Legal issues with JCT contracts

Key cases

There are an enormous number of cases concerning construction contracts and a few useful cases are mentioned below.

Balfour Beatty Regional Construction Limited v Grove Developments Limited [2016]

Shows the courts are reluctant to step in when there is a drafting slip, when amending the standard form contract.

Birse Construction Ltd v St David Ltd [1999]

The courts have hinted that the collaborative nature of partnering charters will be taken into consideration when considering the express obligations in a construction contract.

Blue Circle Industries v Holland Dredging (1987) 37 BLR 40

The employer cannot instruct variations that are entirely different to the subject matter of the contract. It is, therefore, essential that the original scope of the work is clear and included in the original contract documents.

Great Eastern Hotel Co Ltd v John Laing Co Ltd [2005] CILL 2217 TCC

Suggests that a management contractor has fundamental obligations to manage, administer and coordinate the works of the trade contractors and not all project risk lies with the employer.

C.G.A. Brown v Carr and Another [2006]

A contractor who has not been provided with some of the project design and provides it himself is likely to carry the liability for this design.

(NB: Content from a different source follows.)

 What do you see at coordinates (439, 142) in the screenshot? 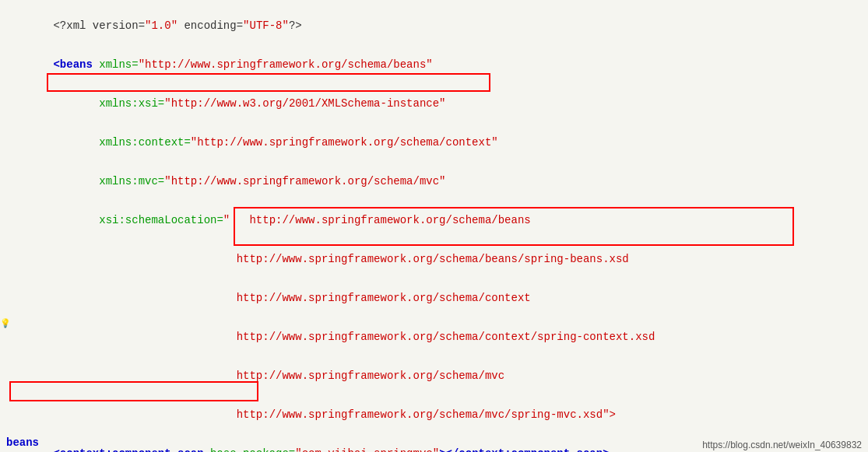
I see `line-content-4: xmlns:context="http://www.springframewor…` at bounding box center [439, 142].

Henry Boot Construction Ltd v Alstom Combined Cycles Ltd, contract administrator 2000

This case confirms that the rates and prices in a re-measurement contract are to be used not matter how unfavourable they are to one of the parties.

Multiplex Construction (UK) Ltd v Honeywell Control Systems Ltd (No. 2) [2007] EWHC 447 (TCC)

This case suggests that condition precedent clauses (such as those in the NEC3 ECC) are enforceable in the UK and that such clauses 'serve a valuable purpose'. Condition precedent clauses are unpopular with contractors but are likely to become more common in the UK.

Williams v Fitzmaurice (1858) 157 ER 709

The ‘inclusive price principle’. This case indicates that even if not expressly stated in the contract, a contractor will normally be held to have included in its price everything necessary to achieve the stated objective of the contract.